There are just as many well-founded reasons Nigeria needs correct census data. Immediate former Governor of Lagos State, Babatunde Fashola, said in August 2015 that the nation’s socioeconomic development will run off target and, therefore, make national planning impossible to achieve, if we had no accurate census data. He said: “If the work of government is to provide services to people, its efficiency will be determined by its knowledge of how many people need service. And therefore, without accurate census figures, it may seem that we are not determined to go on the path of development.” His argument is irreproachable.
I don’t know if officials of the National Population Commission understand how destructive inaccurate census data or data based on personal assumptions can be to the nation’s development. As Fashola pointed out last year, inexact census data will impact negatively on various government services, economic agenda and strategies, all of which will further affect the national economy, provision of medical services, agriculture, the manufacturing sector, as well as businesses, large and small.
Planning for the present and the future will be impossible to achieve if government cannot determine the number of people who reside in the country. If you have no idea about the number of people whose welfare and wellbeing you are planning to cater for, you will not be able to provide anything reasonable that will make a difference in the lives of the people.
As at the time Fashola spoke in August 2015 on the importance of having accurate national census data, he also said Nigeria’s population had floated between 160 million people and 180 million people. Obviously his estimate was equally flawed because it was not based on any national census data and could not be authenticated. Fashola’s view of the total number of people in Nigeria was merely speculation unsupported by a reliable population figure.

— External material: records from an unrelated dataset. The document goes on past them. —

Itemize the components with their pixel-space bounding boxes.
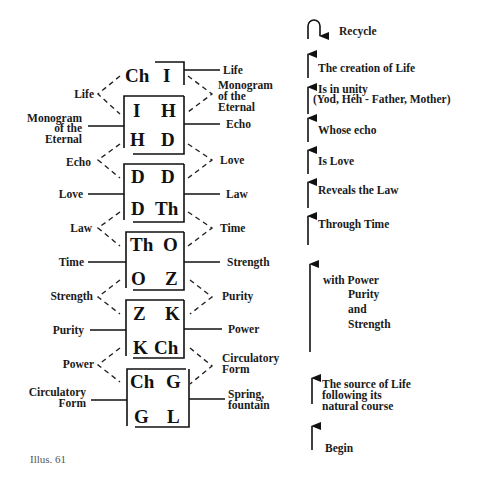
sequence-text: Whose echo xyxy=(318,124,377,136)
left-label: Time xyxy=(59,256,84,268)
letter: G xyxy=(166,371,181,392)
letter: D xyxy=(161,166,175,187)
right-labels: Life Monogram of the Eternal Echo Love L… xyxy=(218,64,280,411)
sequence-text: The creation of Life xyxy=(318,62,415,74)
letter: O xyxy=(131,268,146,289)
letter: D xyxy=(161,129,175,150)
recycle-loop-icon xyxy=(308,20,320,39)
letter: I xyxy=(133,100,140,121)
right-label: Life xyxy=(223,64,243,76)
left-label: Power xyxy=(63,358,94,370)
letter: O xyxy=(163,234,178,255)
left-dashed-chevrons xyxy=(98,76,120,382)
sequence-text: Strength xyxy=(348,318,391,331)
left-label: Law xyxy=(70,222,92,234)
letter: L xyxy=(167,406,180,427)
sequence-text: and xyxy=(348,303,367,315)
right-label: fountain xyxy=(228,399,270,411)
letter: K xyxy=(133,337,148,358)
illustration-caption: Illus. 61 xyxy=(30,453,66,465)
right-label: Eternal xyxy=(218,101,255,113)
sequence-text: with Power xyxy=(323,274,379,286)
right-label: Love xyxy=(220,154,244,166)
left-label: Echo xyxy=(66,156,91,168)
letter: D xyxy=(131,166,145,187)
left-label: Strength xyxy=(50,290,93,303)
letter: Ch xyxy=(130,371,155,392)
right-label: Law xyxy=(226,188,248,200)
right-label: Purity xyxy=(222,290,254,303)
box-3: Th O O Z xyxy=(88,232,220,290)
sequence-text: Recycle xyxy=(339,25,377,38)
box-1: I H H D xyxy=(88,96,220,154)
sequence-text: Is Love xyxy=(318,155,354,167)
box-4: Z K K Ch xyxy=(90,300,222,358)
letter: D xyxy=(131,198,145,219)
sequence-text: natural course xyxy=(322,400,393,412)
left-label: Love xyxy=(59,188,83,200)
letter: H xyxy=(130,129,145,150)
letter: Z xyxy=(165,268,178,289)
right-label: Echo xyxy=(226,118,251,130)
letter: Z xyxy=(133,303,146,324)
right-label: Strength xyxy=(227,256,270,269)
kabbalah-letter-diagram: Ch I I H H D D D D Th Th O O Z xyxy=(0,0,481,486)
left-label: Eternal xyxy=(45,133,82,145)
letter: G xyxy=(134,406,149,427)
sequence-text: Purity xyxy=(348,288,380,301)
letter-i: I xyxy=(163,65,170,86)
left-labels: Life Monogram of the Eternal Echo Love L… xyxy=(27,88,94,409)
letter: Th xyxy=(130,234,154,255)
right-label: Form xyxy=(222,363,250,375)
left-label: Life xyxy=(74,88,94,100)
right-label: Time xyxy=(220,222,245,234)
letter: K xyxy=(165,303,180,324)
letter: H xyxy=(161,100,176,121)
letter: Th xyxy=(155,198,179,219)
top-pair: Ch I xyxy=(125,62,220,86)
sequence-text: Through Time xyxy=(318,218,389,231)
right-label: Power xyxy=(228,323,259,335)
left-label: Form xyxy=(59,397,87,409)
sequence-text: Reveals the Law xyxy=(318,184,399,196)
letter-ch: Ch xyxy=(125,65,150,86)
sequence-text: Begin xyxy=(325,442,354,455)
box-2: D D D Th xyxy=(88,164,220,222)
right-dashed-chevrons xyxy=(188,76,212,384)
sequence-column: Recycle The creation of Life Is in unity… xyxy=(308,20,451,455)
box-5: Ch G G L xyxy=(91,369,225,427)
letter: Ch xyxy=(154,337,179,358)
sequence-text: (Yod, Héh - Father, Mother) xyxy=(313,93,451,106)
left-label: Purity xyxy=(53,324,85,337)
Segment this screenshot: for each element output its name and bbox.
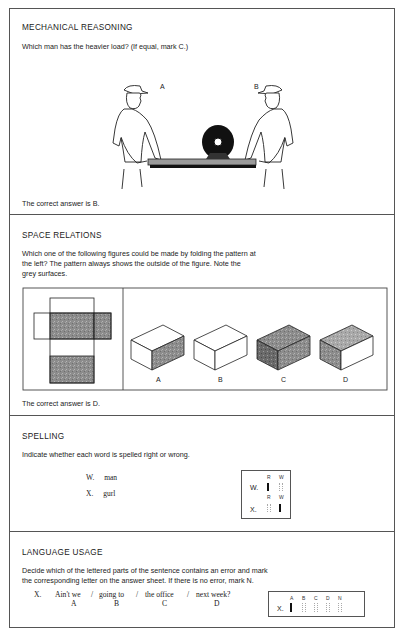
question-prompt: Decide which of the lettered parts of th… (22, 566, 268, 586)
sentence-part-d: next week? (196, 590, 230, 599)
option-d-figure (320, 325, 373, 370)
column-w-label: W (279, 494, 284, 500)
bubble-c-empty[interactable] (314, 603, 318, 612)
bubble-w-r-filled[interactable] (267, 483, 269, 491)
bubble-n-empty[interactable] (338, 603, 342, 612)
section-divider (10, 415, 394, 416)
item-word: gurl (103, 489, 115, 498)
sentence-part-c: the office (145, 590, 174, 599)
row-w-label: W. (250, 484, 258, 491)
spelling-answer-sheet: R W W. R W X. (241, 470, 291, 519)
section-divider (10, 531, 394, 532)
item-letter: X. (86, 489, 93, 498)
column-n-label: N (338, 595, 342, 601)
bubble-w-w-empty[interactable] (279, 483, 283, 491)
bubble-x-w-filled[interactable] (279, 504, 281, 512)
space-relations-figure (10, 9, 396, 409)
column-r-label: R (267, 494, 271, 500)
bubble-b-empty[interactable] (302, 603, 306, 612)
sentence-part-a: Ain't we (55, 590, 81, 599)
row-x-label: X. (250, 506, 257, 513)
column-c-label: C (314, 595, 318, 601)
test-sample-sheet: MECHANICAL REASONING Which man has the h… (9, 8, 395, 628)
prompt-line: the corresponding letter on the answer s… (22, 576, 268, 586)
separator: / (187, 590, 189, 599)
column-w-label: W (279, 474, 284, 480)
bubble-a-filled[interactable] (290, 603, 292, 612)
option-a-figure (131, 325, 184, 370)
prompt-line: Decide which of the lettered parts of th… (22, 566, 268, 576)
bubble-d-empty[interactable] (326, 603, 330, 612)
option-d-label: D (343, 376, 348, 383)
option-c-figure (257, 325, 310, 370)
row-x-label: X. (277, 605, 284, 612)
item-letter: X. (34, 590, 41, 599)
correct-answer-text: The correct answer is D. (22, 399, 100, 408)
item-letter: W. (86, 473, 94, 482)
part-c-letter: C (162, 599, 167, 608)
option-c-label: C (281, 376, 286, 383)
question-prompt: Indicate whether each word is spelled ri… (22, 450, 190, 460)
part-b-letter: B (114, 599, 119, 608)
option-a-label: A (156, 376, 161, 383)
section-heading: LANGUAGE USAGE (22, 548, 103, 557)
spelling-item-x: X. gurl (86, 489, 115, 498)
column-r-label: R (267, 474, 271, 480)
usage-answer-sheet: A B C D N X. (268, 591, 365, 617)
folding-pattern (34, 298, 111, 383)
part-d-letter: D (214, 599, 219, 608)
sentence-part-b: going to (99, 590, 124, 599)
spelling-item-w: W. man (86, 473, 117, 482)
item-word: man (104, 473, 117, 482)
column-b-label: B (302, 595, 305, 601)
separator: / (136, 590, 138, 599)
section-heading: SPELLING (22, 432, 64, 441)
column-a-label: A (290, 595, 293, 601)
part-a-letter: A (71, 599, 76, 608)
separator: / (91, 590, 93, 599)
column-d-label: D (326, 595, 330, 601)
bubble-x-r-empty[interactable] (267, 504, 271, 512)
option-b-label: B (218, 376, 223, 383)
option-b-figure (194, 325, 247, 370)
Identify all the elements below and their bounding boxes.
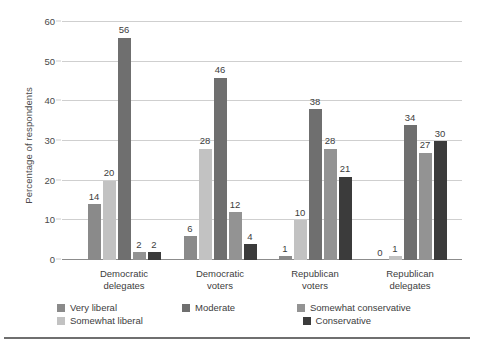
x-axis-category-line: delegates	[386, 280, 434, 292]
bar-slot: 46	[214, 22, 227, 260]
bar-value-label: 0	[377, 248, 382, 258]
bar[interactable]	[214, 78, 227, 260]
bar[interactable]	[294, 220, 307, 260]
x-axis-category-label: Democraticvoters	[196, 268, 244, 291]
x-axis-category-line: voters	[196, 280, 244, 292]
bar[interactable]	[434, 141, 447, 260]
bar-slot: 0	[374, 22, 387, 260]
x-axis-category-line: Democratic	[196, 268, 244, 280]
bar-slot: 10	[294, 22, 307, 260]
bar[interactable]	[389, 256, 402, 260]
bar-chart-figure: Percentage of respondents 01020304050601…	[0, 0, 477, 353]
bar[interactable]	[133, 252, 146, 260]
bar-group-bars: 14205622	[80, 22, 168, 260]
legend-item[interactable]: Moderate	[182, 302, 297, 313]
bar[interactable]	[229, 212, 242, 260]
bar[interactable]	[103, 181, 116, 260]
bar-slot: 2	[148, 22, 161, 260]
bar-value-label: 1	[392, 244, 397, 254]
bar-value-label: 20	[104, 168, 115, 178]
y-tick-mark	[56, 219, 61, 220]
legend-swatch-icon	[57, 304, 65, 312]
bar-value-label: 10	[295, 208, 306, 218]
x-axis-category-label: Democraticdelegates	[100, 268, 148, 291]
legend-swatch-icon	[303, 317, 311, 325]
plot-area: 010203040506014205622Democraticdelegates…	[62, 22, 462, 260]
bar[interactable]	[339, 177, 352, 260]
bar-value-label: 27	[420, 140, 431, 150]
bar-value-label: 28	[325, 136, 336, 146]
bar-value-label: 30	[435, 129, 446, 139]
bar[interactable]	[244, 244, 257, 260]
bar[interactable]	[184, 236, 197, 260]
bar[interactable]	[199, 149, 212, 260]
legend-row: Somewhat liberalConservative	[57, 315, 457, 328]
bar[interactable]	[118, 38, 131, 260]
bar-slot: 27	[419, 22, 432, 260]
x-axis-category-label: Republicanvoters	[291, 268, 339, 291]
legend-item[interactable]: Very liberal	[57, 302, 182, 313]
bar-value-label: 2	[136, 240, 141, 250]
bar[interactable]	[419, 153, 432, 260]
y-tick-label: 50	[44, 55, 55, 66]
bar[interactable]	[279, 256, 292, 260]
legend-item[interactable]: Conservative	[303, 315, 457, 326]
bar-slot: 14	[88, 22, 101, 260]
bottom-divider	[4, 337, 470, 339]
legend-swatch-icon	[57, 317, 65, 325]
legend-item-label: Somewhat conservative	[310, 302, 411, 313]
bar-slot: 28	[199, 22, 212, 260]
bar-value-label: 4	[247, 232, 252, 242]
x-axis-category-label: Republicandelegates	[386, 268, 434, 291]
bar-value-label: 38	[310, 97, 321, 107]
bar-group: 01342730Republicandelegates	[366, 22, 454, 260]
bar-group: 14205622Democraticdelegates	[80, 22, 168, 260]
legend-item[interactable]: Somewhat liberal	[57, 315, 178, 326]
bar-value-label: 6	[187, 224, 192, 234]
bar-slot: 30	[434, 22, 447, 260]
legend-item-label: Very liberal	[70, 302, 117, 313]
bar-group-bars: 01342730	[366, 22, 454, 260]
legend-item-label: Somewhat liberal	[70, 315, 143, 326]
legend-item-label: Conservative	[316, 315, 371, 326]
bar-slot: 4	[244, 22, 257, 260]
legend-item[interactable]: Somewhat conservative	[297, 302, 457, 313]
x-axis-category-line: Republican	[291, 268, 339, 280]
y-tick-label: 20	[44, 174, 55, 185]
bar-slot: 1	[279, 22, 292, 260]
bar[interactable]	[148, 252, 161, 260]
bar-slot: 38	[309, 22, 322, 260]
y-tick-label: 60	[44, 16, 55, 27]
bar-value-label: 46	[215, 65, 226, 75]
y-tick-mark	[56, 100, 61, 101]
bar-group: 62846124Democraticvoters	[176, 22, 264, 260]
x-axis-category-line: Democratic	[100, 268, 148, 280]
bar-slot: 21	[339, 22, 352, 260]
y-tick-label: 40	[44, 95, 55, 106]
bar[interactable]	[404, 125, 417, 260]
y-tick-label: 30	[44, 135, 55, 146]
bar[interactable]	[88, 204, 101, 260]
y-tick-label: 10	[44, 214, 55, 225]
bar-group-bars: 62846124	[176, 22, 264, 260]
x-axis-category-line: voters	[291, 280, 339, 292]
bar-value-label: 28	[200, 136, 211, 146]
bar-slot: 20	[103, 22, 116, 260]
bar-slot: 56	[118, 22, 131, 260]
legend-swatch-icon	[182, 304, 190, 312]
chart-legend: Very liberalModerateSomewhat conservativ…	[57, 302, 457, 328]
bar-value-label: 34	[405, 113, 416, 123]
bar-group: 110382821Republicanvoters	[271, 22, 359, 260]
y-tick-mark	[56, 259, 61, 260]
bar-value-label: 2	[151, 240, 156, 250]
bar-slot: 6	[184, 22, 197, 260]
y-tick-mark	[56, 179, 61, 180]
bar[interactable]	[324, 149, 337, 260]
bar-value-label: 12	[230, 200, 241, 210]
bar-group-bars: 110382821	[271, 22, 359, 260]
y-tick-label: 0	[50, 254, 55, 265]
bar-slot: 28	[324, 22, 337, 260]
legend-row: Very liberalModerateSomewhat conservativ…	[57, 302, 457, 315]
bar[interactable]	[309, 109, 322, 260]
legend-swatch-icon	[297, 304, 305, 312]
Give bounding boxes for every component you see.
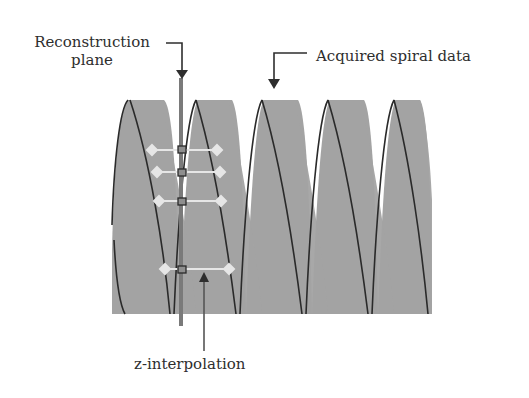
reconstruction-plane-arrow <box>166 43 188 79</box>
acquired-spiral-data-arrow <box>268 53 307 89</box>
spiral-helix <box>112 100 432 314</box>
spiral-diagram <box>0 0 529 398</box>
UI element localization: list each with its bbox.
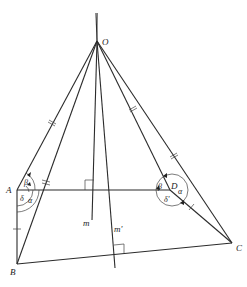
label-m: m — [83, 218, 90, 228]
angle-label-D-beta: β — [157, 182, 162, 191]
line-o-extension-2 — [97, 13, 98, 41]
segment-DC — [170, 190, 232, 243]
angle-label-D-delta-prime: δ' — [164, 195, 170, 204]
label-m-prime: m' — [114, 224, 123, 234]
line-m-prime — [97, 41, 115, 268]
angle-label-A-delta: δ — [20, 194, 24, 203]
angle-label-A-beta: β — [23, 178, 28, 187]
label-D: D — [170, 181, 178, 191]
label-A: A — [5, 185, 12, 195]
segment-OC — [97, 41, 232, 243]
tick-marks-OD — [129, 106, 137, 112]
label-C: C — [236, 243, 243, 253]
geometry-diagram: O A B C D m m' β δ α β α δ' — [0, 0, 247, 287]
right-angle-marker-m-prime — [114, 244, 124, 253]
segment-OB — [17, 41, 97, 264]
angle-label-D-alpha: α — [178, 187, 183, 196]
segment-BC — [17, 243, 232, 264]
segment-OA — [17, 41, 97, 190]
line-m — [92, 41, 97, 220]
label-O: O — [102, 37, 109, 47]
segment-OD — [97, 41, 170, 190]
angle-label-A-alpha: α — [28, 196, 33, 205]
label-B: B — [10, 267, 16, 277]
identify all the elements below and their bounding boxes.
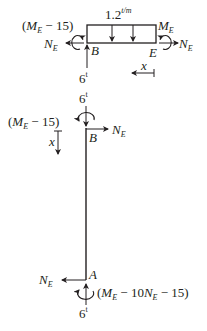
- reaction-label: 6t: [79, 70, 89, 86]
- bottom-moment-label: (ME − 10NE − 15): [97, 285, 189, 302]
- beam-member: [87, 25, 156, 43]
- free-body-diagrams: 1.2t/m (ME − 15) NE B 6t ME NE E x 6t (M…: [0, 0, 207, 331]
- distributed-load-arrows: [112, 25, 133, 41]
- left-moment-label: (ME − 15): [22, 18, 73, 35]
- left-axial-label: NE: [43, 36, 58, 53]
- node-b-column-label: B: [89, 130, 97, 145]
- bottom-axial-label: NE: [38, 272, 53, 289]
- node-e-label: E: [148, 45, 157, 60]
- column-fbd: 6t (ME − 15) NE B x NE A (ME − 10NE − 15…: [8, 90, 189, 321]
- load-label: 1.2t/m: [105, 6, 132, 22]
- top-moment-label: (ME − 15): [8, 114, 59, 131]
- node-b-label: B: [91, 43, 99, 58]
- beam-fbd: 1.2t/m (ME − 15) NE B 6t ME NE E x: [22, 6, 193, 86]
- node-a-label: A: [88, 267, 97, 282]
- column-x-label: x: [48, 134, 55, 149]
- bottom-force-label: 6t: [79, 305, 89, 321]
- right-axial-label: NE: [178, 36, 193, 53]
- beam-x-label: x: [140, 58, 147, 73]
- right-moment-label: ME: [157, 18, 174, 35]
- top-axial-label: NE: [111, 122, 126, 139]
- diagram-canvas: 1.2t/m (ME − 15) NE B 6t ME NE E x 6t (M…: [0, 0, 207, 331]
- top-force-label: 6t: [79, 90, 89, 106]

Fashola also alluded to the incredulous figures produced during the 2006 national census. He recalled: “…We worked with the National Population Commission (NPC). When they returned a number of over nine million, it was clear that it had become, Fela’s words, ‘government magic’…I recalled very clearly that for 11 nights and 11 days, we did not sleep… And the population commission told us that they were going to enumerate households and the definition of a household is one family of husband, wife and children. At the end of the exercise, we enumerated 4.5 million households in Lagos. Yet, they returned with only nine million, as Lagos population. It meant that all households ‘in Lagos have only husband and wife, and no children’”.
The boss of the National Population Commission should commit to work hard during the day and during the night to produce credible and widely acceptable census data on which the nation’s future development plans should be based. However, I must also state upfront my concern about the ability of the NPC and its senior officials to furnish the nation with credible and reliable census data. I don’t know how that could be achieved in the current environment in which there are discrepancies about the true population of Nigeria.
As I argued in a previous essay, if Nigeria does not know how many people reside in the country, she cannot determine scrupulously and methodically the exact number of people who are unemployed as well as the number of job vacancies that ought to be created. A government that operates with erroneous postulations about the total population of the citizens will never be able to construct budgets that will strengthen and develop the economy. Without reliable statistics, Federal and state governments cannot plan and finance higher and primary education. Without correct census data, public and private businesses will operate on the basis of inaccurate estimates rather than on demonstrable facts.